I'm slightly familiar with the life story of the real John Sutter. This German movie varies somewhat from the facts (as does Hollywood, constantly), but much of the rewriting here actually serves to make Sutter's life story *more* plausible, rather than less. It's not widely known that the real John Sutter's emigration to California was by an extremely circuitous path that took him through Hawaii and Alaska! But that trivium is ultimately irrelevant to the part of his story that really matters (the gold strike, and its aftermath), so Sutter's peregrinations are wisely left out here.

'The Kaiser of California' won Italy's Mussolini Cup as best foreign (non-Italian) film of the year. This means both good news and bad news. In order to win the Mussolini Cup, a film had to be genuinely well-made, featuring excellent photography, intelligent scripting, superlative performances. This movie has those assets in abundance. The bad news is that -- as you might guess from its patron's name -- the Mussolini Cup was ideologically motivated. To be worthy of that award, a film had to advance Fascist agenda. Which this movie, indeed, does. At every point where I spotted a deviation from historical truth in this movie, the deviation was always to the benefit of totalitarian (and anti-American) politics.

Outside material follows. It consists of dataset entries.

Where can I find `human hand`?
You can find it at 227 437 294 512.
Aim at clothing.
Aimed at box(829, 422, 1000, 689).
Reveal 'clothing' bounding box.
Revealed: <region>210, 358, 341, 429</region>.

To begin with, the real John Sutter (or Johann Suter) was Swiss. When he founded a homestead in Spanish California, he cried it Nueva Helvetia: New Switzerland. In this movie, Johann Suter (not John Sutter) retains his German birthname throughout his life, and he identifies himself as German (not Swiss) to his dying day. In the time of the Anschluss, I can understand why Nazi filmmakers would want to blur the distinctions between Germans, Austrians and Swiss.

The basic nugget of historic truth is retained: when gold is discovered on Suter's land, his homestead is ruined by prospectors. Others make fortunes in the goldfields while Suter ends his days in poverty. The last reel of this film shows Suter shrieking on the steps of a U.S. courthouse, cursing the American politicians who have cheated him. The truth is more complicated. In real life, the U.S. Congress voted to compensate John Sutter very generously for the loss of his land ... but he died before the compensation could commence. Also, John Sutter's real-life son August amassed a fortune in the boom economy triggered by the Gold Rush. (The son selfishly refused to share the wealth with his father.) In this film, Johann Suter has a fictional son Rudolph who bears almost no resemblance to the real August Sutter. For that matter, the name of Suter's wife has been arbitrarily changed from Nanette (a Swiss name) to the more German-sounding Anna.

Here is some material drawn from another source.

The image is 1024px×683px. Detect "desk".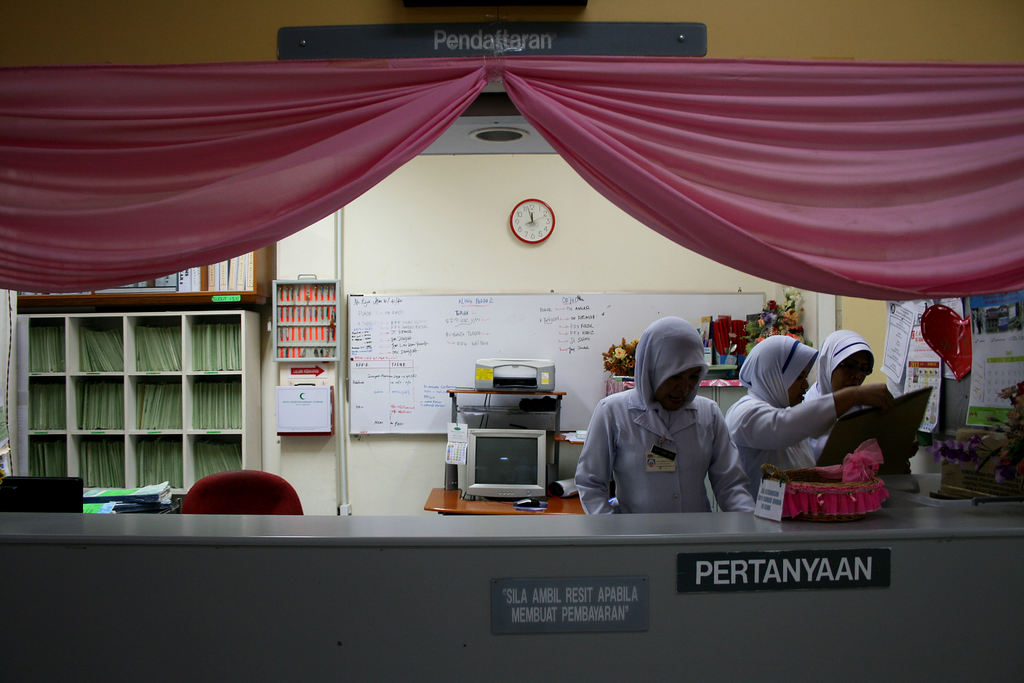
Detection: crop(0, 513, 1023, 682).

The injustices heaped upon Suter throughout this movie are presented as semi-official actions of the United States government, rather than what they actually were: depredations caused by greedy individuals. This movie stands as solid evidence that, as far back as 1936, the German film ministry were trying to stir up German-language audiences against the United States. 'The Kaiser of California' is anti-U.S. pro-Nazi propaganda, but it manages to be fairly subtle in its intentions: there is, of course, no explicit mention of Nazism nor Hitler. Since this movie achieves its intentions very proficiently, I'll rate it 7 out of 10, with a footnote warning viewers to proceed with caution.

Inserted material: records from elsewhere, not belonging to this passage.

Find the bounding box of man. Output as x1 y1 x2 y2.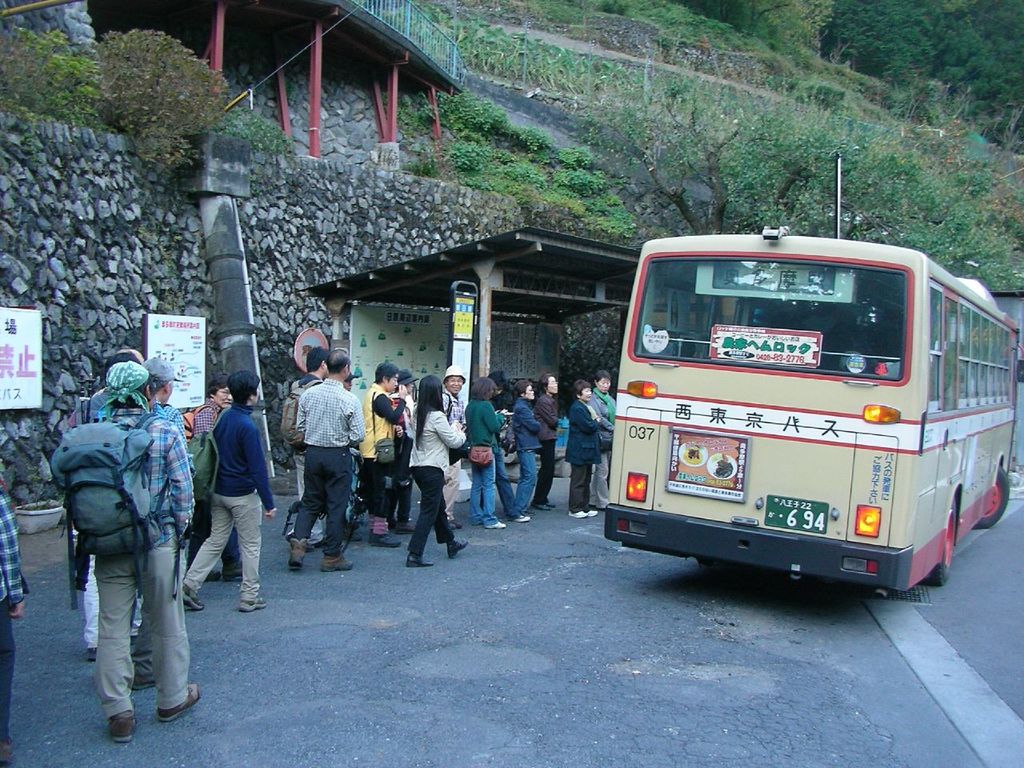
90 350 144 402.
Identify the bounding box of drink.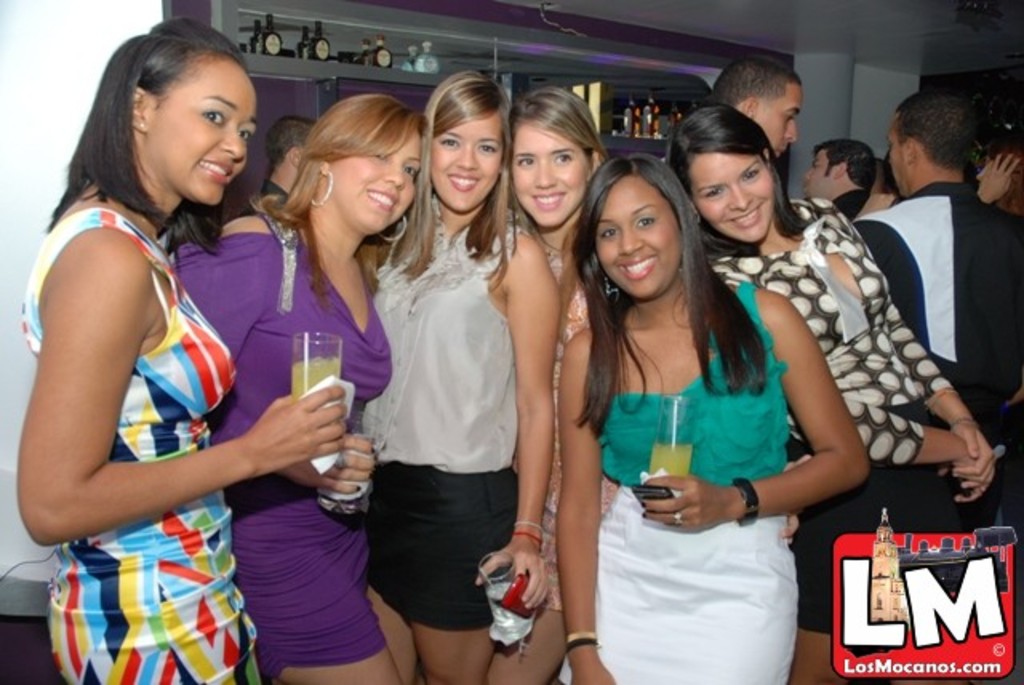
{"x1": 307, "y1": 21, "x2": 333, "y2": 62}.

P.S.: In real life, but not in this movie, some of the prospectors in the California Gold Rush were from Australia. One of them noticed that the land near Sutter's Mill bore a strong resemblance to the land near his own homestead in Kalgoorlie, Australia: after panning out his claim in California, this man went back home to Kalgoorlie and struck gold. Few Americans know that there was a gold rush in Australia immediately after the one in California. I hope that somebody will eventually make a film about the Kalgoorlie Gold Rush; it's a fascinating story.